Even More Food Security

April 26, 2010 By Joel Paque

At a Senate hearing and the announcement of a new World Bank trust fund last week, the Administration highlighted its view of global food security as an essential element of national and economic security as well as a humanitarian imperative.

While the announcement of a new bipartisan Global Food Security Act wasn’t on the Senate hearing agenda, as had been anticipated, both Congress and the Administration expressed their support for a more robust and strategic approach to the problem of global hunger. On the other end of Pennsylvania Ave, the Administration’s food security implementation plan is to be released on May 20, and, Deputy Secretary of State Jack Lew and USAID Administrator Raj Shah testified before the committee to provide an update of the Administration’s Feed the Future initiative. Deputy Secretary Lew began by outlining the Administration’s commitment to a smart power agenda, stating, “President Obama and Secretary Clinton have committed the United States to a new vision for development—one that embraces development as a strategic, economic, and moral imperative, as central to solving global problems and advancing American national security as diplomacy and defense.” Administrator Shah reinforced how food security is not only about “our moral obligation as a great nation” but that, “The food security of developing nations is integral to our national security.”

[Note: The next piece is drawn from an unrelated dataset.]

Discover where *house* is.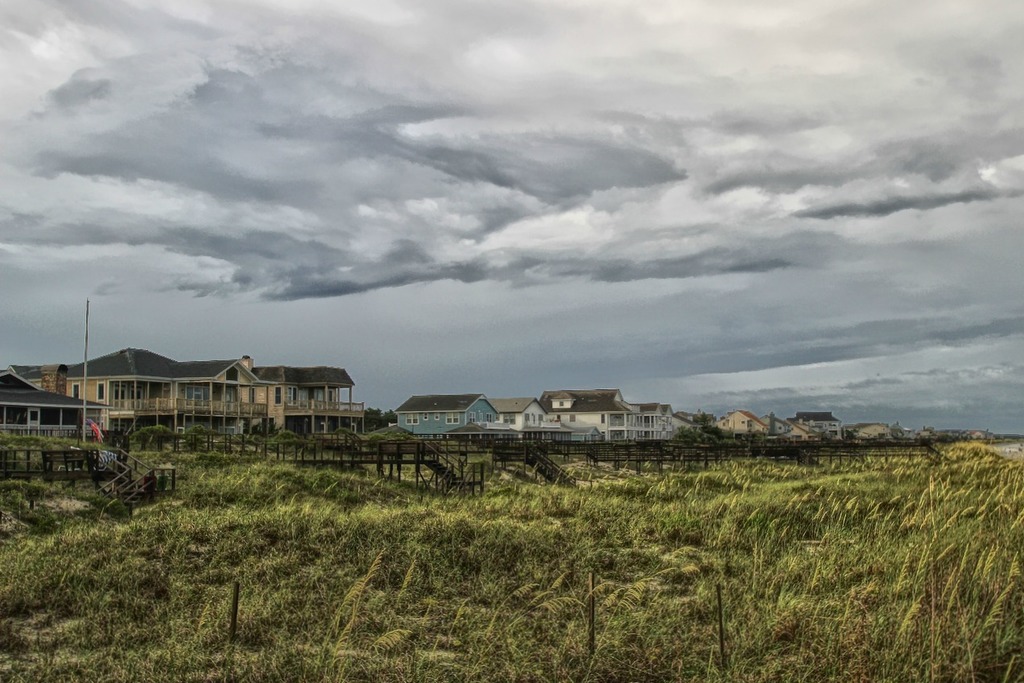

Administrator Shah provided an outline of how USAID is reshaping its food security programs to better tackle the issue. First, USAID will advance a robust research agenda; secondly, USAID will increase support entrepreneurial, market-based approaches to agricultural growth; and third, USAID will target investments that assist women in the agricultural supply train, who represent a majority of the farming labor in USAID’s target countries.

Additional witnesses at the hearing included the Center for U.S. Global Leadership’s Chairman, Dan Glickman, and Catherine Bertini, testifying in their capacities as Co-chairs of the Chicago Council on Global Affairs’ Global Agricultural Development Initiative. Glickman and Bertini, applauded the Administration’s efforts so far on the issue of food security, but stressed that more still needed to be done, stating that, “Advancing global food security will continue to be in America’s economic, security, and diplomatic interests for the foreseeable future.”

The Obama Administration also plans to use established multi-lateral programs as part of its initiative to enhance food security in the developing world, including the announcement last week by Treasury Secretary Tim Geithner’s of initial contributions totaling $880 million to a new Global Agriculture and Food Security Program. The fund, hosted by the World Bank Group, was created following a call for better donor coordination on this issue at the G20 meetings in Pittsburgh last year.   “A global economy where more than one billion people suffer from hunger is not a sustainable one,” said Geithner, pledging a U.S. contribution of $475 million.   U.S. Secretary of Agriculture Tom Vilsack laid out the principles that guide the funds as raising agriculture production, linking farmers to markets, and technical assistance.  The Bill and Melinda Gates Foundation also pledged $30 million to the fund, in addition to contributions from the United States, Canadian, Spanish and South Korean governments.